Former policyholders owned 7.1 per cent of the company’s shares, worth about $250-million at the end of 2021. By that point, a one-fifth portion of Definity was worth $700-million. (Unfortunately for policyholders, the Economical/Definity conversion plan also said the 20 per cent given to them would be based on the value of the company “prior to the completion of the IPO,” so it didn’t include the value of nearly 16 million shares sold as part of the over-allotment.)
According to disclosures in the SEDI system for insider share ownership, the company’s executives and board members owned Definity shares as early as the IPO day.
This may surprise readers of the fine print in the federal government’s regulations for the conversion of mutual companies into stock corporations. There, it says a company converting from mutual to a stock corporation cannot “issue or provide shares, share options or rights to acquire shares” to directors and officers before its listing on a stock exchange, or for one year after.
Definity spokesman Mathieu Genest says Definity’s directors and executives “own shares because they purchased them with their own funds from the IPO underwriters or bought them subsequently over a stock exchange.” (Records show Definity chief executive officer Rowan Saunders acquired shares at the $22 offer price.)

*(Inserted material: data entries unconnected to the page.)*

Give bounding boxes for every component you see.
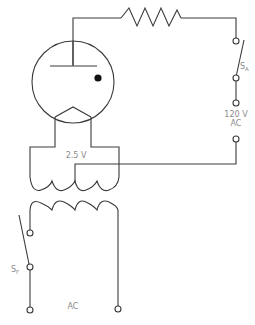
filament-voltage-label: 2.5 V <box>66 151 87 160</box>
supply-120v-top-terminal <box>233 100 239 106</box>
switch-f-blade <box>19 215 29 264</box>
tube-grid-dot <box>94 74 101 81</box>
transformer-primary-winding <box>30 201 118 210</box>
primary-ac-label: AC <box>68 302 79 311</box>
ac-right-terminal <box>115 306 121 312</box>
switch-a-blade <box>236 40 244 77</box>
ac-left-terminal <box>27 307 33 313</box>
filament-right-lead <box>91 117 119 177</box>
resistor-symbol <box>121 8 181 26</box>
switch-f-top-terminal <box>27 230 33 236</box>
switch-a-label: SA <box>240 62 249 72</box>
filament-left-lead <box>30 117 55 177</box>
return-wire <box>75 142 236 183</box>
switch-a-bottom-terminal <box>233 75 239 81</box>
supply-120v-bottom-terminal <box>233 136 239 142</box>
resistor-to-switch-wire <box>181 18 236 38</box>
supply-voltage-label: 120 V <box>224 110 248 119</box>
circuit-diagram: SA 120 V AC 2.5 V SF AC <box>0 0 255 325</box>
tube-filament <box>55 107 91 117</box>
switch-a-top-terminal <box>233 38 239 44</box>
switch-f-bottom-terminal <box>27 264 33 270</box>
supply-type-label: AC <box>231 119 242 128</box>
switch-f-label: SF <box>11 265 19 275</box>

And disclosures in Definity’s proxy circular to shareholders, which show Definity executives receiving share-based awards in 2021, prior to the IPO, do not mean they received shares, Mr. Genest says. They are “allocations of notional units” that didn’t have the word “share” in their names until after the IPO, he said, and they can be settled in cash. “These grants are not shares, options to acquire shares or rights to acquire shares.”
Mr. Genest says many policyholders asked for cash, not stock: And he contests a description of the policyholders as “owners” of the mutual company, saying that while they had governance rights at Economical, they couldn’t sell or transfer their policies, and they hadn’t invested extra capital for those voting rights. “They are not owners as most people would think about that concept.”
And, he says, Definity “is pleased that the strong investor demand meant that the company was able to attract quality investors to create a supportive, robust shareholder base – critical to our success … as a newly listed company and to the execution of our strategy going forward.”
It’s those new shareholders, in other words, who are joining in Definity’s future – and reaping most of the stock’s gains – as the company has adroitly left its old policyholders behind.